WORK REQUEST ▸ The output consists only of the lines from the one with "Locate an element on the screen. Image" through the end of the records, each printed exactly, and contains no pictures.

(Collection entries)
Content starts
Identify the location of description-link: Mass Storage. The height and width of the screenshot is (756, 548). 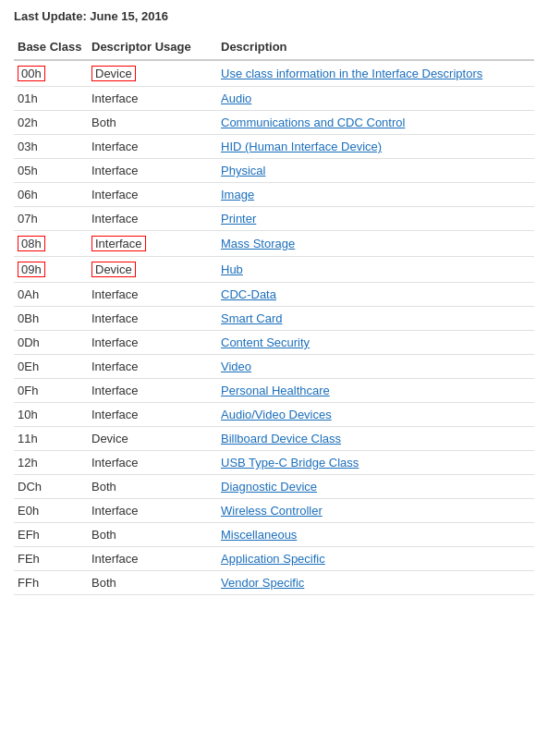
(258, 244).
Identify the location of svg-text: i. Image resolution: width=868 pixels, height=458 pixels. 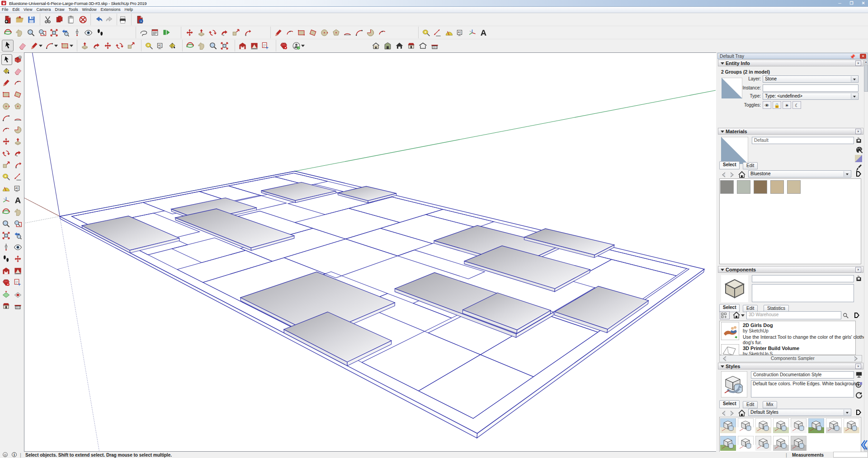
(141, 21).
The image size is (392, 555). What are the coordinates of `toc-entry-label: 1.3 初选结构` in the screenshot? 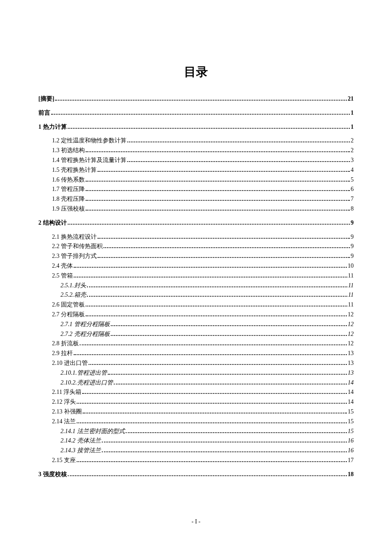 It's located at (68, 150).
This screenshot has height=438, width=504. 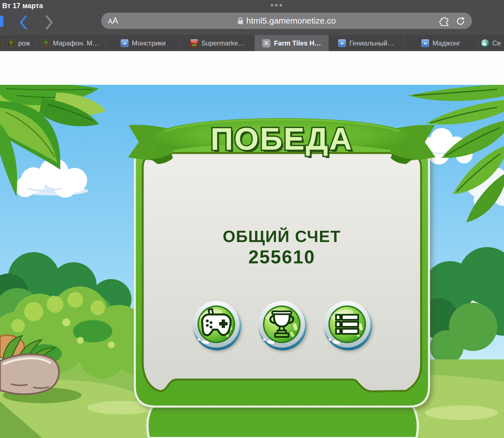 What do you see at coordinates (497, 43) in the screenshot?
I see `tab-label: Се` at bounding box center [497, 43].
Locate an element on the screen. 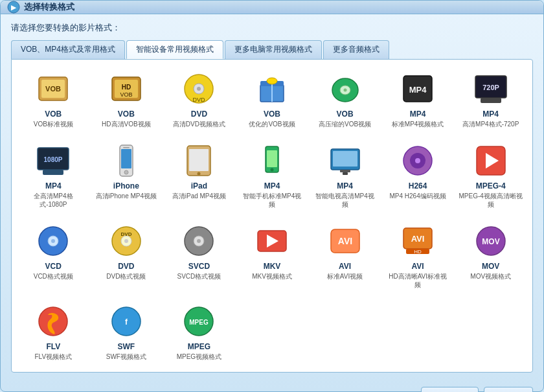 This screenshot has height=392, width=544. svg-text: MP4 is located at coordinates (418, 89).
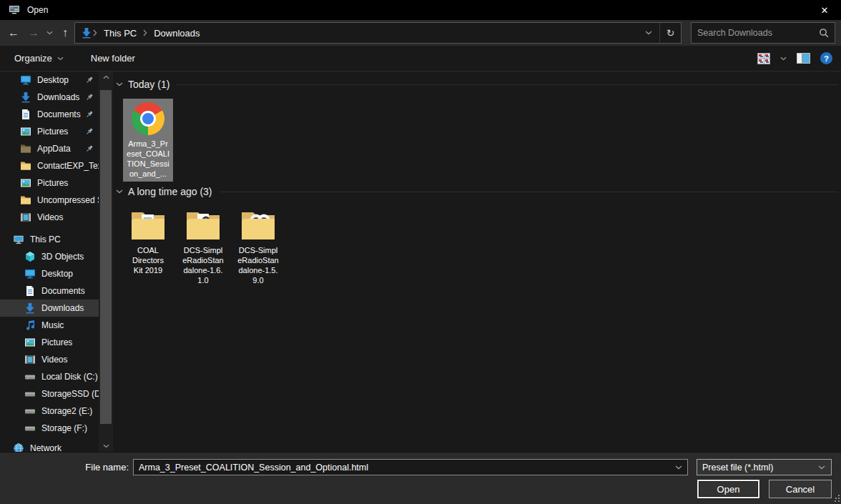  I want to click on sidebar-item-storage-f: Storage (F:), so click(49, 428).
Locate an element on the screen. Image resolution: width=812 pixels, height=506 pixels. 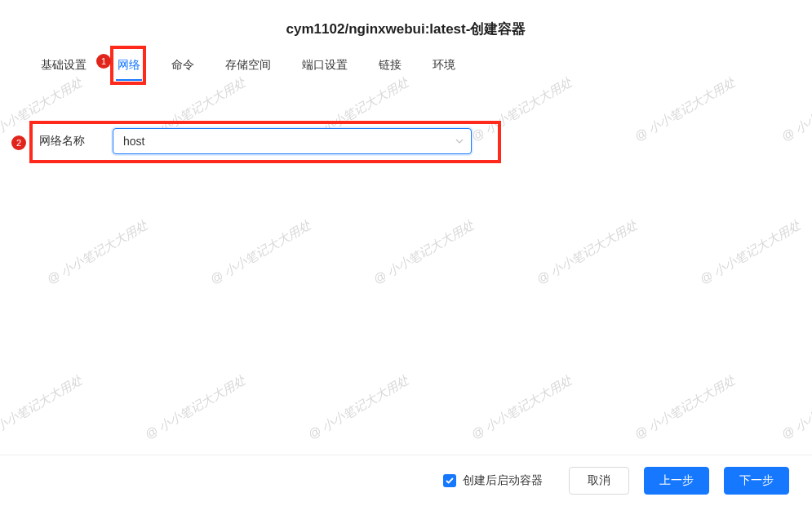
tab-network: 网络 is located at coordinates (129, 65).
Content ends
ANSWER SPACE ▸
Locate an element on the screen. Image resolution: width=812 pixels, height=506 pixels. 
tab-network: 网络 is located at coordinates (129, 65).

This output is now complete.